Today, I picked up my laundry, took a cab downtown again, and narrowly missed getting colossally rained upon. I ducked into the Modern Art Museum and got my art on for a while until it stopped raining.

Now I’m walking around more, walking for the Mexican restaurant to be open for dinner. I feel like a taste of home and nothing is more American than Mexican food.

Tomorrow, I take the big bus ride over the mountains to Chile.

12/26/2005

— 10:43 pm

I’ll be damned, I forgot to tell you about the trip to the CaГ±on del Atuel…but I only have four minutes left on this computer so it’ll have to wait for next time.

— 10:41 pm

They’re still showing highlights from the Copa final on all the sports channels here. I keep going, “I was there! I was there!!!”

Um, otherwise…I went to another mall today and looked around. I caught some TV. Now I’m walking around downtown Mendoza waiting for my appetite to return. I probably have an hour and a half before the restaurants start to close.

Darn it, what else was I going to tell you? I have a good picture to show you, but I don’t have my USB cable with me to upload it just now. I even have the caption…darn it…

Wow, Mike Vrabel had two touchdown catches in the first half! O-H!

12/24/2005

Language differences

— 9:35 pm

You can definitely tell some differences in accents depending on where you go, although it turns out Mendoza isn’t as different from Buenos Aires and Rosario as I thought it would be. In Rosario, they really didn’t pronounce their “S”s. So they would say “d’oh!” instead of “dos”.

I feel like I keep making these fascinating observations that I should really write here, but they keep slipping away, usually after another amazing observation comes to me. Yeah, because I’m just so perceptive and stuff…just forgetful, right?
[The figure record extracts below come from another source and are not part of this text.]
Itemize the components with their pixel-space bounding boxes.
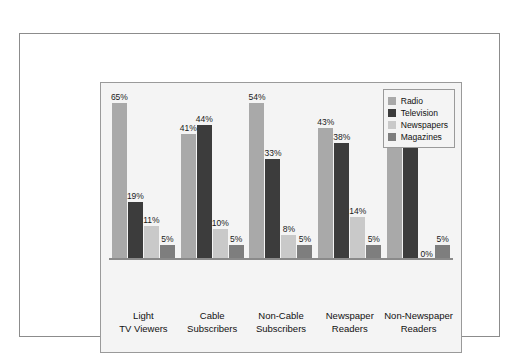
bar[interactable] bbox=[318, 128, 333, 260]
category-label: LightTV Viewers bbox=[109, 310, 178, 335]
bar[interactable] bbox=[350, 217, 365, 260]
category-label-line: Light bbox=[109, 310, 178, 323]
bar-value-label: 33% bbox=[264, 149, 281, 158]
bar-item[interactable]: 54% bbox=[249, 93, 264, 260]
bar-value-label: 10% bbox=[212, 219, 229, 228]
bar-value-label: 43% bbox=[317, 118, 334, 127]
category-label: Non-NewspaperReaders bbox=[384, 310, 453, 335]
legend-swatch-icon bbox=[388, 109, 396, 117]
bar[interactable] bbox=[181, 134, 196, 260]
bar-value-label: 5% bbox=[368, 235, 380, 244]
bar-value-label: 5% bbox=[161, 235, 173, 244]
bar-item[interactable]: 41% bbox=[181, 93, 196, 260]
bar-item[interactable]: 5% bbox=[160, 93, 175, 260]
bar-value-label: 5% bbox=[230, 235, 242, 244]
bar[interactable] bbox=[213, 229, 228, 260]
category-label-line: Subscribers bbox=[247, 323, 316, 336]
bar-item[interactable]: 10% bbox=[213, 93, 228, 260]
bar[interactable] bbox=[281, 235, 296, 260]
legend-item[interactable]: Television bbox=[388, 107, 448, 118]
bar[interactable] bbox=[197, 125, 212, 260]
category-label-line: Readers bbox=[384, 323, 453, 336]
bar[interactable] bbox=[112, 103, 127, 260]
legend-swatch-icon bbox=[388, 97, 396, 105]
bar-value-label: 41% bbox=[180, 124, 197, 133]
bar-item[interactable]: 5% bbox=[297, 93, 312, 260]
bar-item[interactable]: 65% bbox=[112, 93, 127, 260]
bar-value-label: 19% bbox=[127, 192, 144, 201]
category-label-line: Cable bbox=[178, 310, 247, 323]
legend-swatch-icon bbox=[388, 133, 396, 141]
bar[interactable] bbox=[249, 103, 264, 260]
category-label-line: Newspaper bbox=[315, 310, 384, 323]
bar-item[interactable]: 19% bbox=[128, 93, 143, 260]
bar-item[interactable]: 44% bbox=[197, 93, 212, 260]
bar[interactable] bbox=[128, 202, 143, 260]
bar-group: 65%19%11%5% bbox=[109, 93, 178, 260]
bar-value-label: 65% bbox=[111, 93, 128, 102]
legend-label: Television bbox=[401, 108, 438, 118]
legend-item[interactable]: Newspapers bbox=[388, 119, 448, 130]
bar-group: 41%44%10%5% bbox=[178, 93, 247, 260]
bar-value-label: 44% bbox=[196, 115, 213, 124]
legend-label: Magazines bbox=[401, 132, 442, 142]
category-label: CableSubscribers bbox=[178, 310, 247, 335]
x-axis-category-labels: LightTV ViewersCableSubscribersNon-Cable… bbox=[109, 306, 453, 348]
bar-value-label: 8% bbox=[283, 225, 295, 234]
bar-value-label: 5% bbox=[436, 235, 448, 244]
bar-value-label: 54% bbox=[248, 93, 265, 102]
chart-legend: RadioTelevisionNewspapersMagazines bbox=[383, 89, 455, 148]
bar-value-label: 38% bbox=[333, 133, 350, 142]
category-label-line: Readers bbox=[315, 323, 384, 336]
bar-value-label: 14% bbox=[349, 207, 366, 216]
legend-item[interactable]: Radio bbox=[388, 95, 448, 106]
bar[interactable] bbox=[334, 143, 349, 260]
bar-item[interactable]: 11% bbox=[144, 93, 159, 260]
bar-item[interactable]: 43% bbox=[318, 93, 333, 260]
category-label: Non-CableSubscribers bbox=[247, 310, 316, 335]
bar-value-label: 5% bbox=[299, 235, 311, 244]
category-label-line: Subscribers bbox=[178, 323, 247, 336]
bar-item[interactable]: 14% bbox=[350, 93, 365, 260]
bar-item[interactable]: 8% bbox=[281, 93, 296, 260]
category-label-line: Non-Cable bbox=[247, 310, 316, 323]
bar-item[interactable]: 5% bbox=[229, 93, 244, 260]
legend-item[interactable]: Magazines bbox=[388, 131, 448, 142]
legend-label: Radio bbox=[401, 96, 423, 106]
category-label-line: Non-Newspaper bbox=[384, 310, 453, 323]
bar-group: 54%33%8%5% bbox=[247, 93, 316, 260]
category-label-line: TV Viewers bbox=[109, 323, 178, 336]
category-label: NewspaperReaders bbox=[315, 310, 384, 335]
bar-value-label: 11% bbox=[143, 216, 159, 225]
legend-swatch-icon bbox=[388, 121, 396, 129]
bar[interactable] bbox=[265, 159, 280, 260]
bar-item[interactable]: 33% bbox=[265, 93, 280, 260]
bar-item[interactable]: 38% bbox=[334, 93, 349, 260]
legend-label: Newspapers bbox=[401, 120, 448, 130]
bar[interactable] bbox=[144, 226, 159, 260]
bar-item[interactable]: 5% bbox=[366, 93, 381, 260]
x-axis-line bbox=[109, 258, 453, 260]
chart-panel: 65%19%11%5%41%44%10%5%54%33%8%5%43%38%14… bbox=[100, 82, 462, 353]
bar-group: 43%38%14%5% bbox=[315, 93, 384, 260]
chart-outer-frame: 65%19%11%5%41%44%10%5%54%33%8%5%43%38%14… bbox=[19, 33, 500, 337]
Dress it up, it’s still a pig

— 4:59 pm

An eleven and a half-hour cross-country bus trip is still an eleven and a half-hour cross-country bus trip, even if they serve you dinner and a cup of Fanta. And they seemed to not think people needed the air conditioning on most of the time. It was like an exquisite interrogation technique: they would turn on the air conditioning for about five minutes every hour, and I would just bask in the glory of the tiny vent above my seat, hoping against hope that they would leave it on this time so I could stop drowning in sweat. I would have confessed to pretty much any wrongdoing to get them to leave the #$%&@! A/C on.

This hotel is great, it’s a chain hotel with clean rooms and (wonderfully!) cold A/C, but it’s a cab ride away from anything at all. But it’s Christmas Eve, so stuff may well be closed anyway.

12/23/2005

Shenanigans

— 9:36 am

It was kind of hard to get a reservation for a hotel in Mendoza, but I picked the suburban chain one instead of the more “charming”, but sold-out one in the city center. The way I figure, much of the fun of that area is the side trips. I’m hoping it will be a little cooler than here since it’s at a higher elevation, but Yahoo! Weather isn’t helping me foster any illusions. I dunno…I hear there’s shade trees and stuff!